Short-Term Forecast update
Update a rolling 13-week cash forecast every Friday. Keep it deliberately narrow. Capture only cash receipts, payroll, essential vendor payments, and any one-off timing events. If your client uses automated billing, reconcile projected receipts with actual collections weekly.
A tight 13-week forecast acts like a thermostat. It tells you when to cool spending or when to accelerate collections. When it is visible to the whole team, it aligns behavior fast.
Design payment terms and enforcement that preserve relationships
Many owners avoid firm enforcement because they fear damaging client relationships. I teach them a three-step approach that keeps relationships intact while protecting cash.
First, standardize terms. Publish them in proposals and invoices. Make expectations clear before the work begins. Second, automate early reminders and add a human follow-up before the invoice becomes seriously overdue. Automation handles the routine nudges; humans handle the exceptions. Third, create simple escalation rules: friendly call at 14 days late, payment plan offered at 30 days, and onboarding hold at 60 days.
These rules reduce ambiguity. Clients respond better when your process is predictable and kind. You preserve the relationship and improve your cash.
Turn conversations into decision moments with clients
Advisors and accountants rarely coach owners on operational cash choices. Instead they present numbers. Change the conversation by turning reports into decision frames.
When you review a forecast, ask one diagnostic question: "Which action this week moves the cash needle materially?" Offer two realistic options and the trade-offs for each. For example: accelerate two invoices by offering a 1.5% discount, or delay a discretionary supplier payment until the next period. Lay out the impact on the 13-week runway in dollars.

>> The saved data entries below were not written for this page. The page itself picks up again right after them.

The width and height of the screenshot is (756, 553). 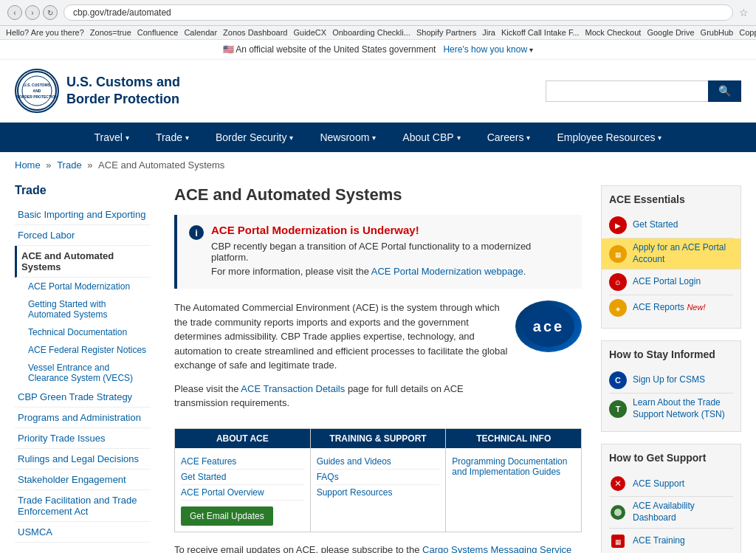 What do you see at coordinates (83, 373) in the screenshot?
I see `sidebar-item-vecs: Vessel Entrance and Clearance System (VE…` at bounding box center [83, 373].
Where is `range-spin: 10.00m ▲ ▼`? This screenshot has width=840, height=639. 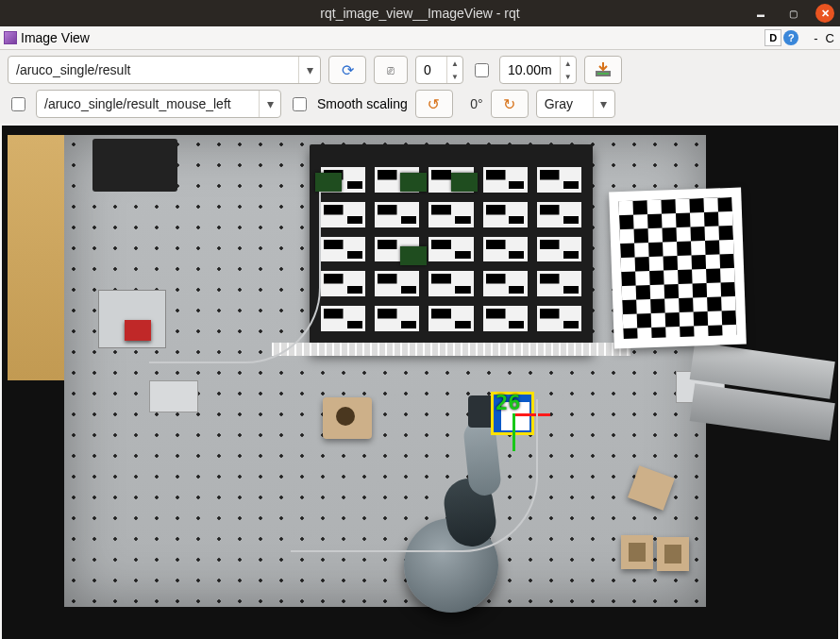 range-spin: 10.00m ▲ ▼ is located at coordinates (538, 70).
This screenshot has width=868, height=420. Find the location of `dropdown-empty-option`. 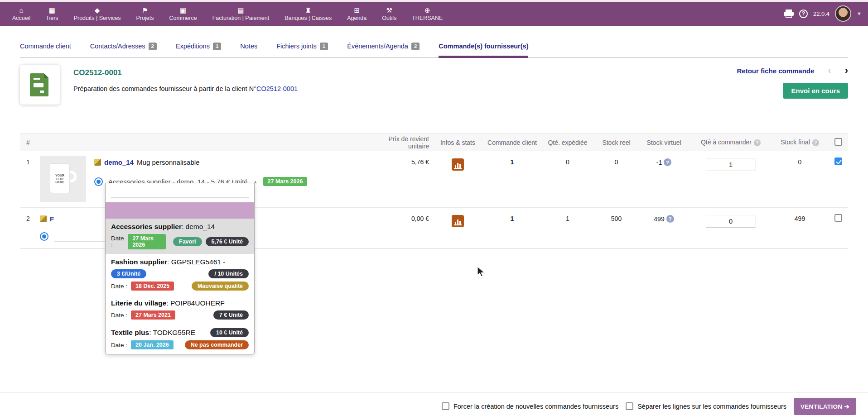

dropdown-empty-option is located at coordinates (180, 210).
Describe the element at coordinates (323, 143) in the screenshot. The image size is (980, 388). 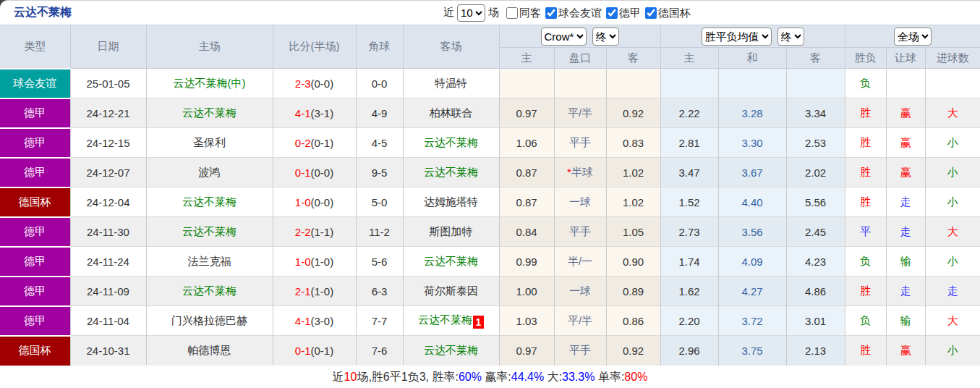
I see `halftime-score: (0-1)` at that location.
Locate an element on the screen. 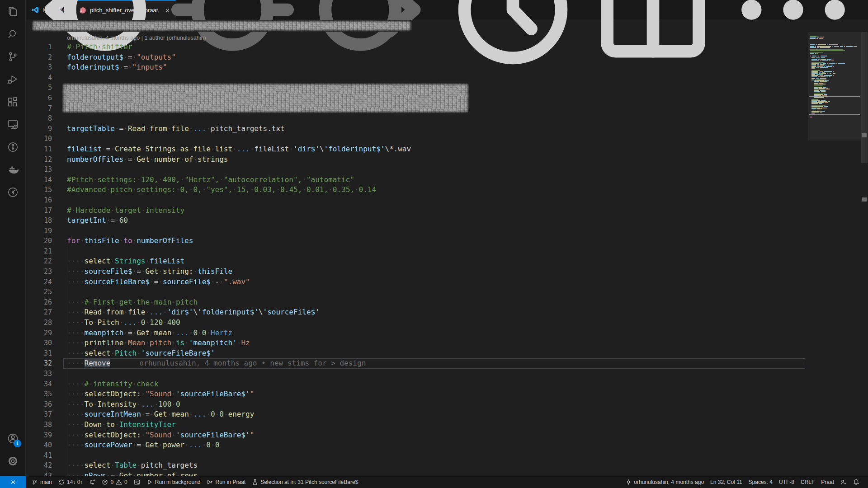  line-number: 12 is located at coordinates (46, 160).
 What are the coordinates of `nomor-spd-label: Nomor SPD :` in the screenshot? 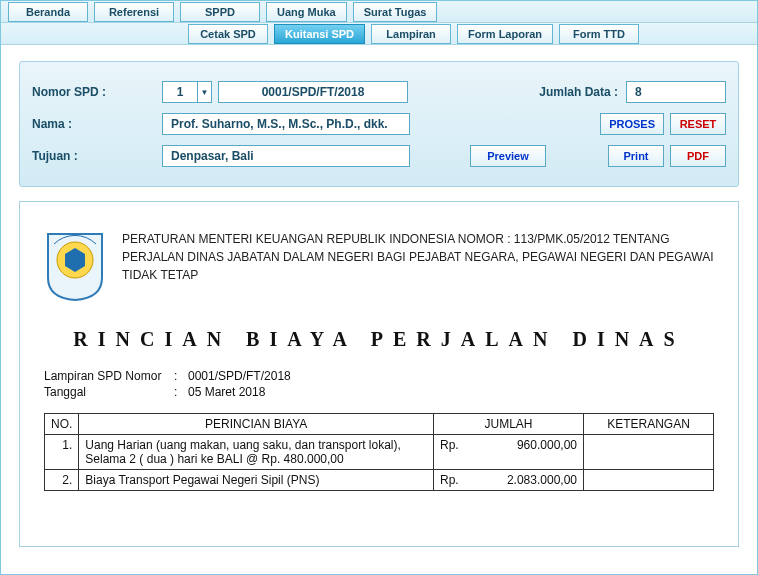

This approach makes meetings practical. Owners prefer concrete options over abstract warnings. It also makes your advice operational, which increases client trust and reduces future crises.
Build simple rules for scaling the engine
Operational improvements stall when they depend on a single person. Create simple rules that scale.
Create an owner for cash flow operations. This person owns the weekly rituals, maintains the 13-week forecast, and escalates exceptions. Second, document three decision templates: a collections script, a payment plan agreement, and a vendor deferral request. These templates remove hesitation when a quick decision matters.
Finally, embed a feedback loop. At month end, run a short review: what variances occurred, which actions changed the outcome, and what you will change next month. Small adjustments compound quickly.
Where advisors can add immediate value
You do not need complex tools to start. The most helpful interventions are process design and disciplined follow-through. Sit down with the business owner for one hour and build the three rituals together. Draft the collections script and run the first three stand-ups with them. Put the 13-week forecast in a shared file and review it together for four weeks.
If you want a short primer on practical leadership habits that help run these rhythms, I recommend a concise reference that explains how to move from strategy to repeated practice. For a clear primer on improving cash flow specifically through collection and forecasting discipline, place the 13-week forecast at the center of your client work.
Closing insight: cash management is a habit, not a spreadsheet
Cash is not a number you check once a month. It is an operational habit you build into weekly work. When advisors reframe cash flow management as routines, decision templates, and accountable owners, they turn reactive crises into predictable outcomes.
Start by running one 15-minute Collections Stand-up next week. Keep it to three items. Watch how quickly the rhythm changes behavior. That single change often delivers more relief than a multi-page report.
When you leave your next client meeting, aim for one concrete decision that moves the cash needle in the next seven days. That is where value lives.